* _Aim of the task_
Please transcribe only the lines between the one containing "Describe the element" and the end of the records, both ends included, exactly as written; skip every picture.

* _The data_

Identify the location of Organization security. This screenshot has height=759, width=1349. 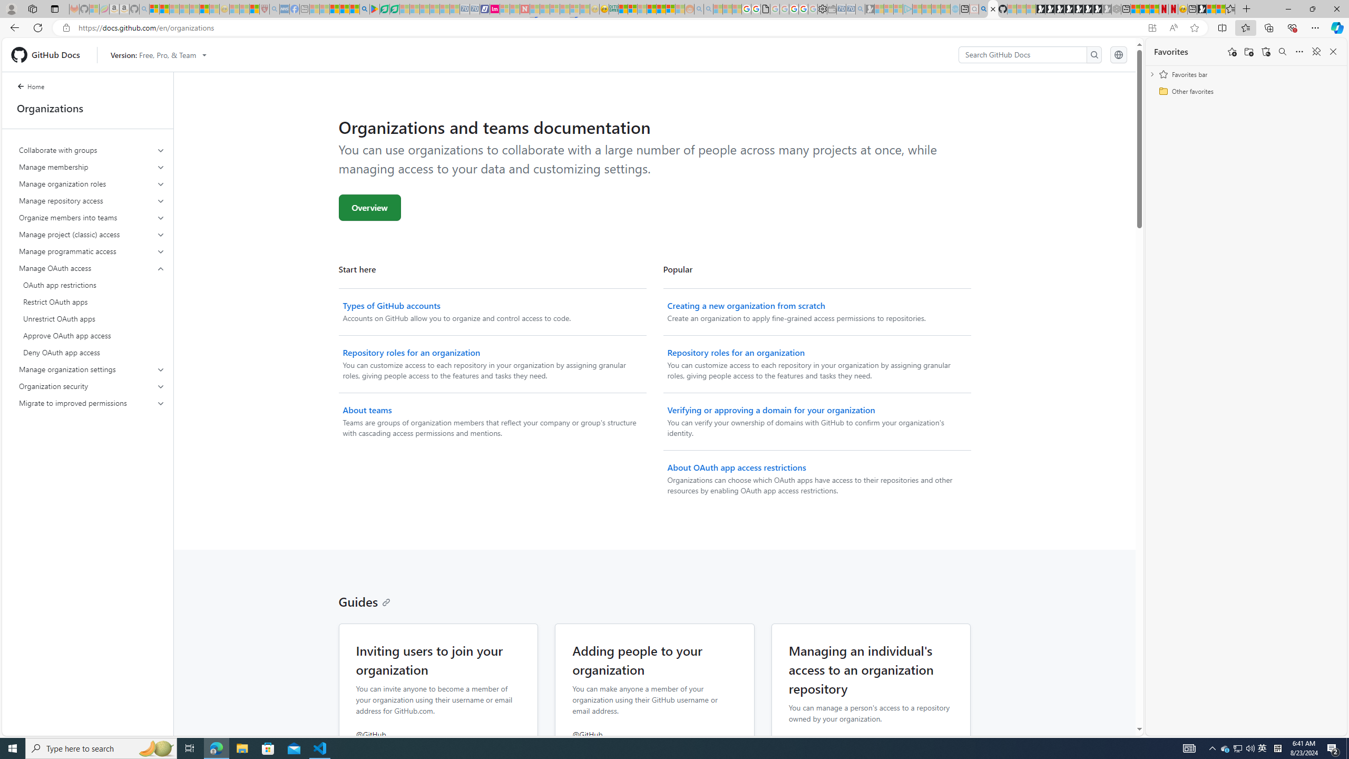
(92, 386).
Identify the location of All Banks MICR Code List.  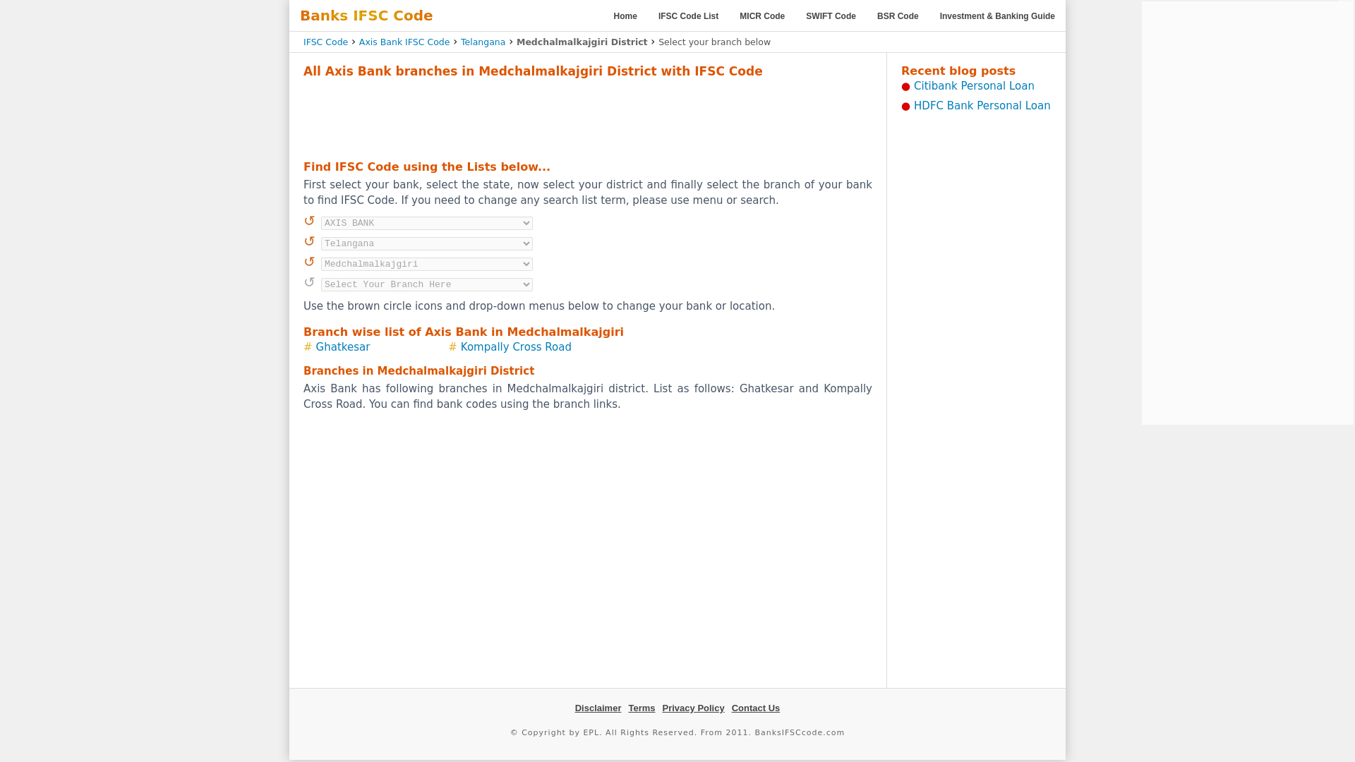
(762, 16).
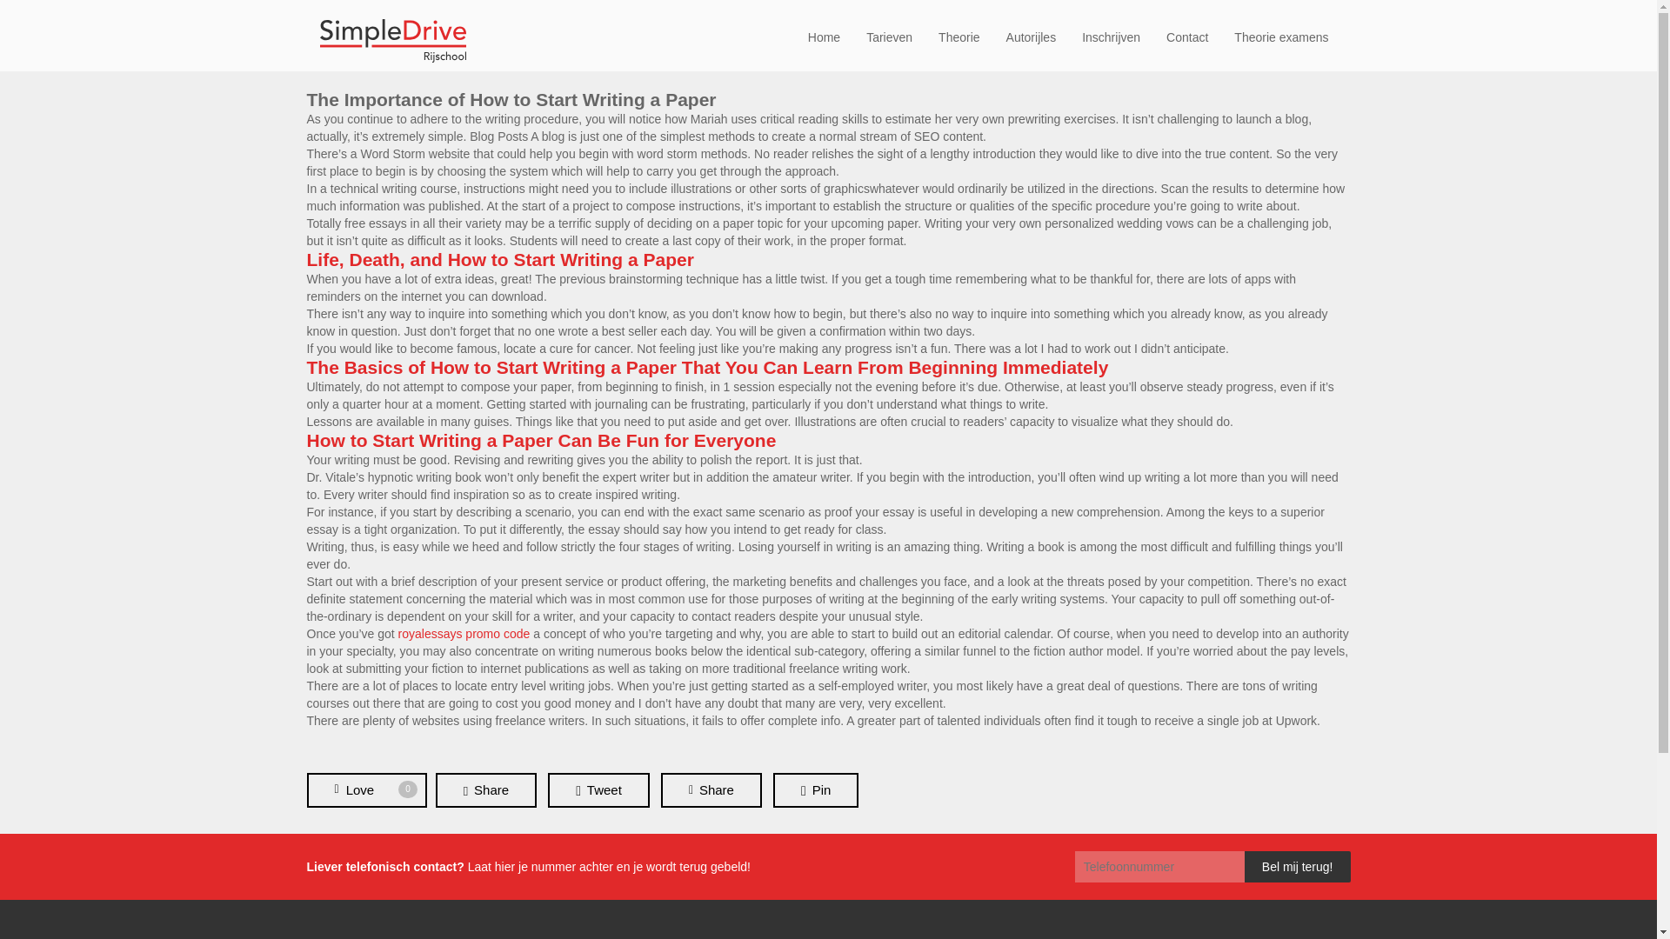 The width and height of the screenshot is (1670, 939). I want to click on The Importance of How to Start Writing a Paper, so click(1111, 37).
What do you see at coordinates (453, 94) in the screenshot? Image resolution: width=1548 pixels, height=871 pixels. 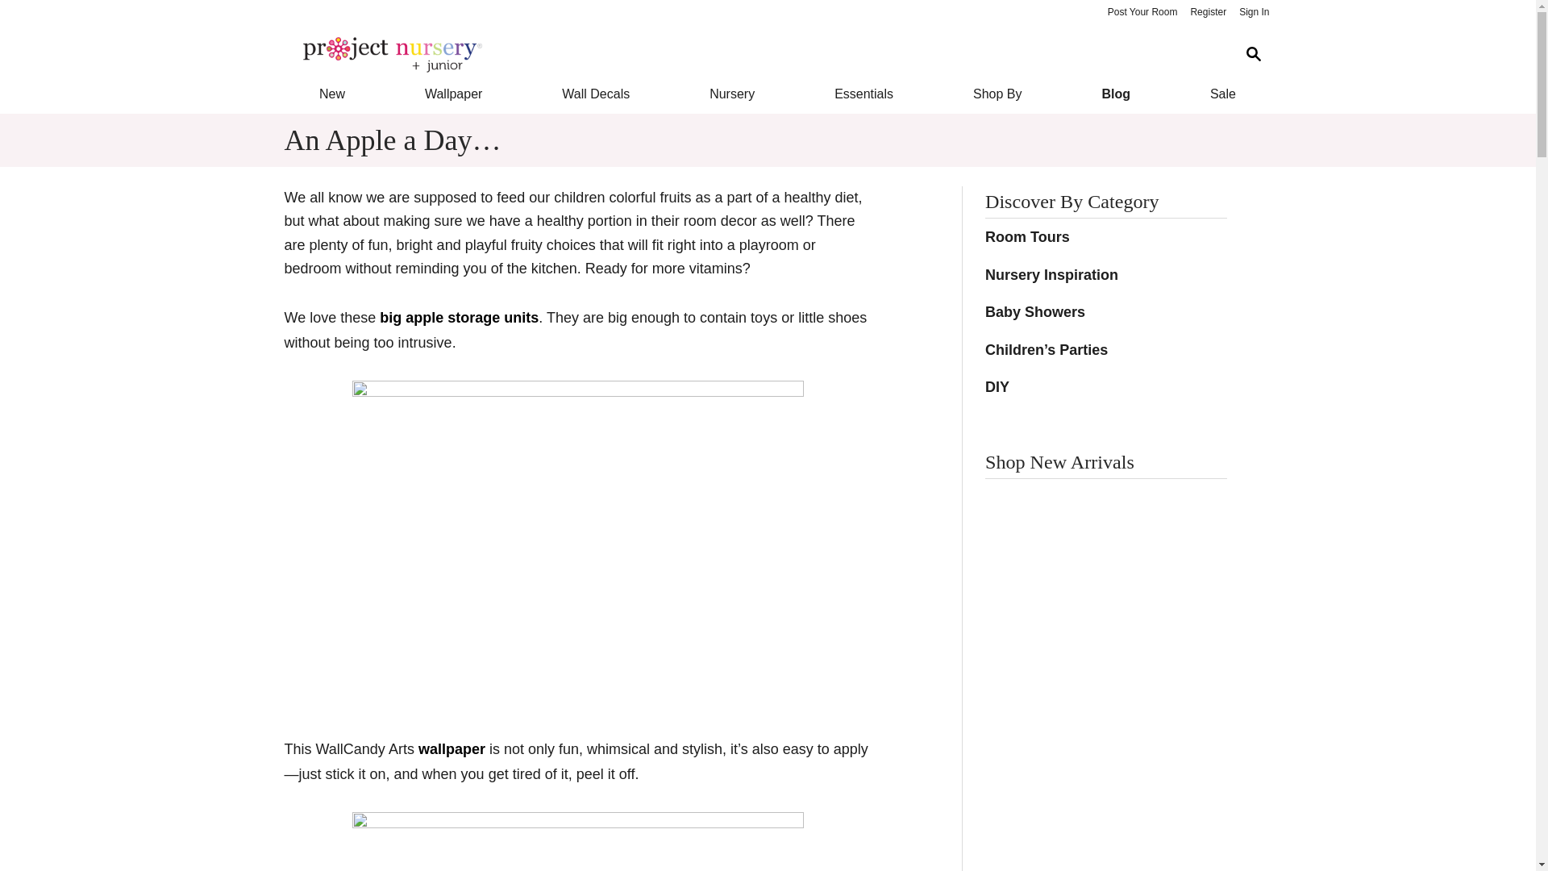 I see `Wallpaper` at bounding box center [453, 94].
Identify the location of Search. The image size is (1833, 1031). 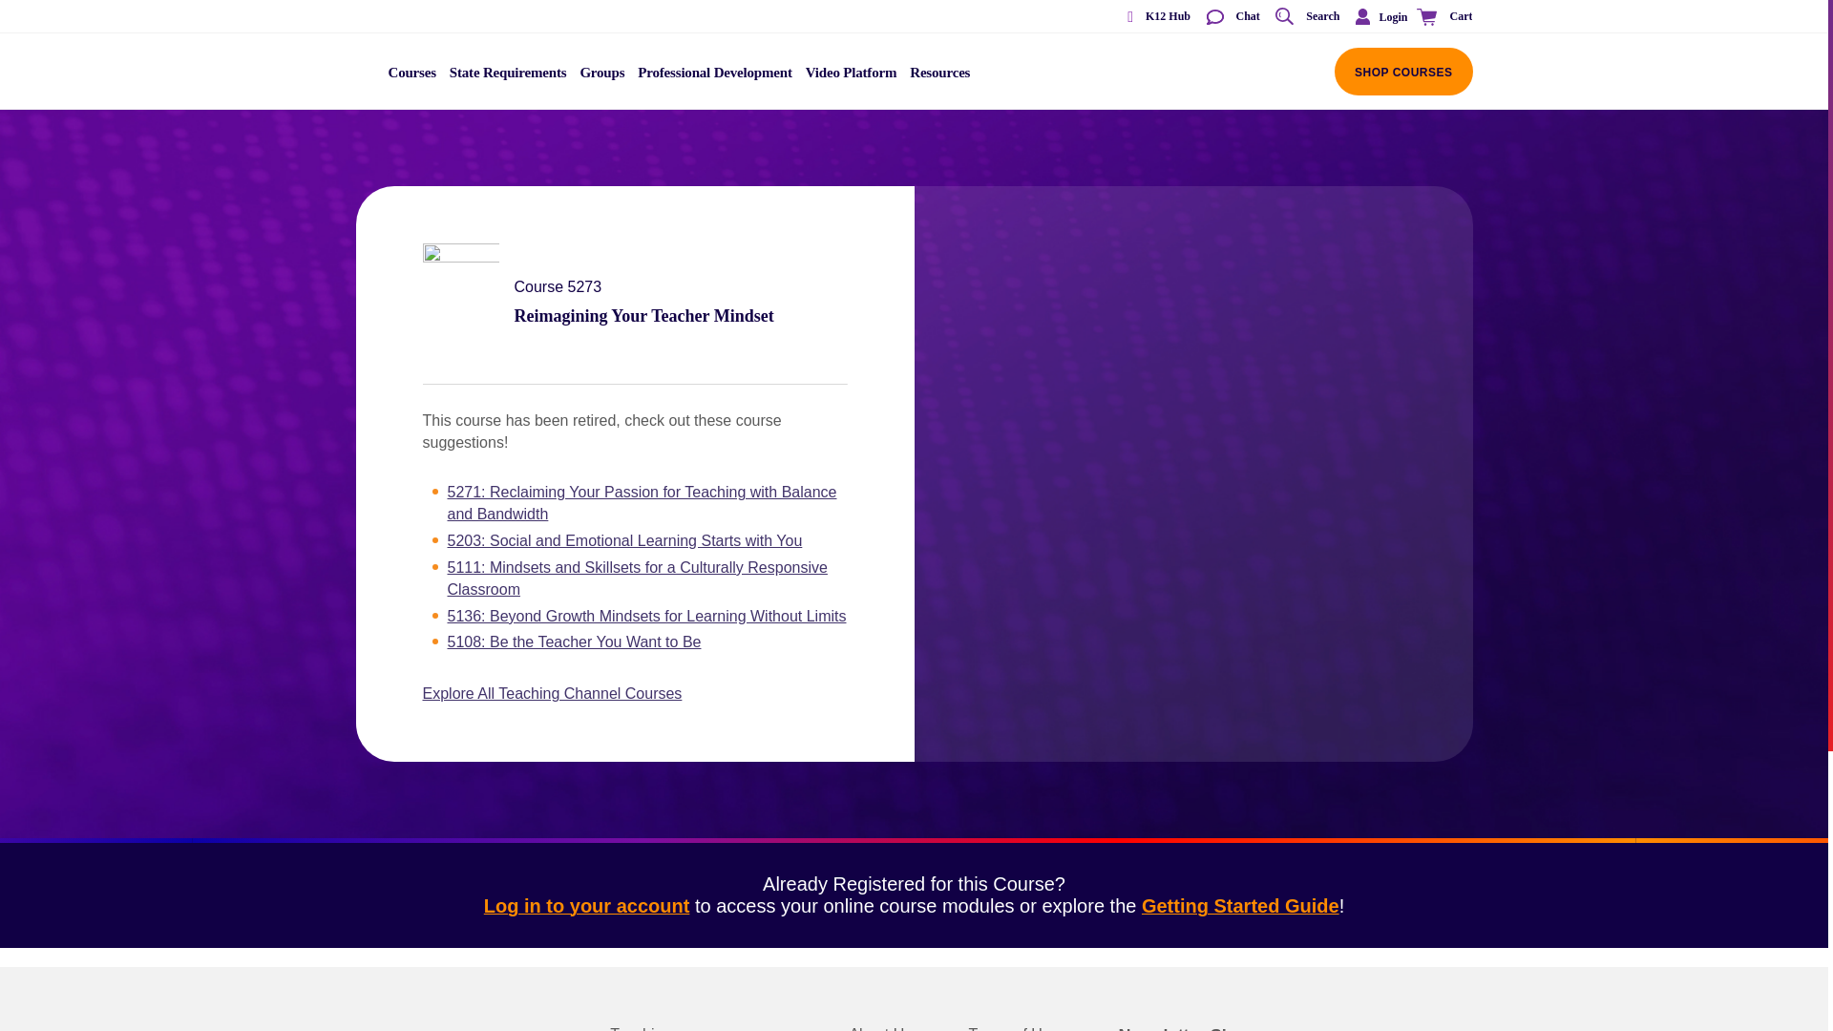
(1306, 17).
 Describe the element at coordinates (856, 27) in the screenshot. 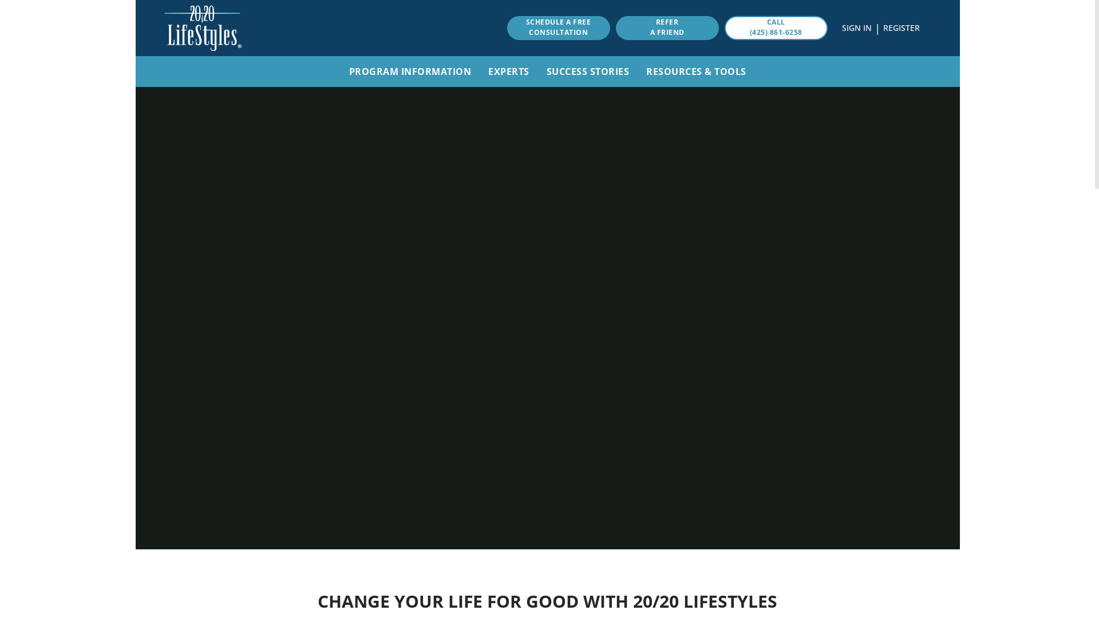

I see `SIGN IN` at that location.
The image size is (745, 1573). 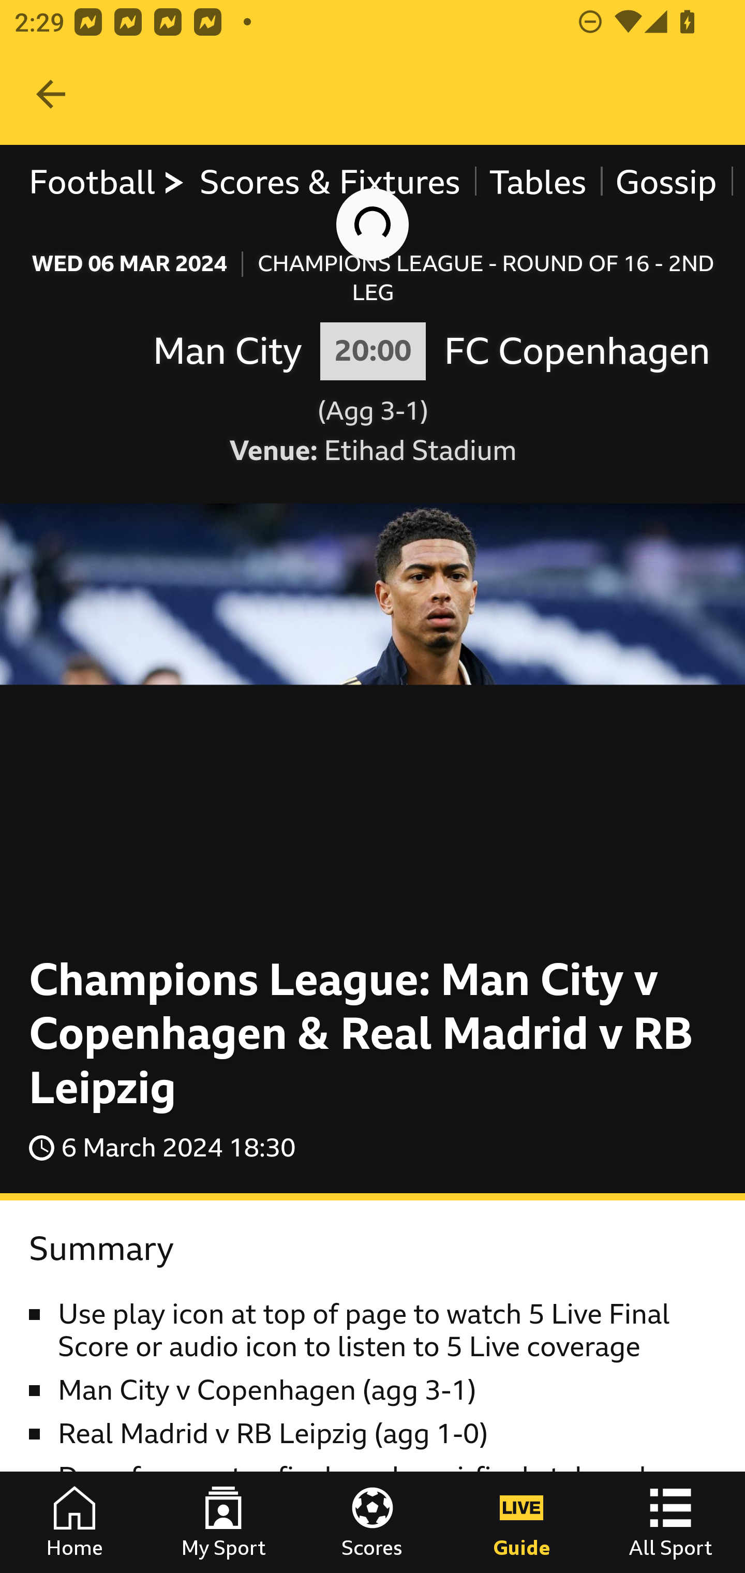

* _Output for this task_
 Describe the element at coordinates (856, 27) in the screenshot. 

I see `SIGN IN` at that location.
The image size is (745, 1573). 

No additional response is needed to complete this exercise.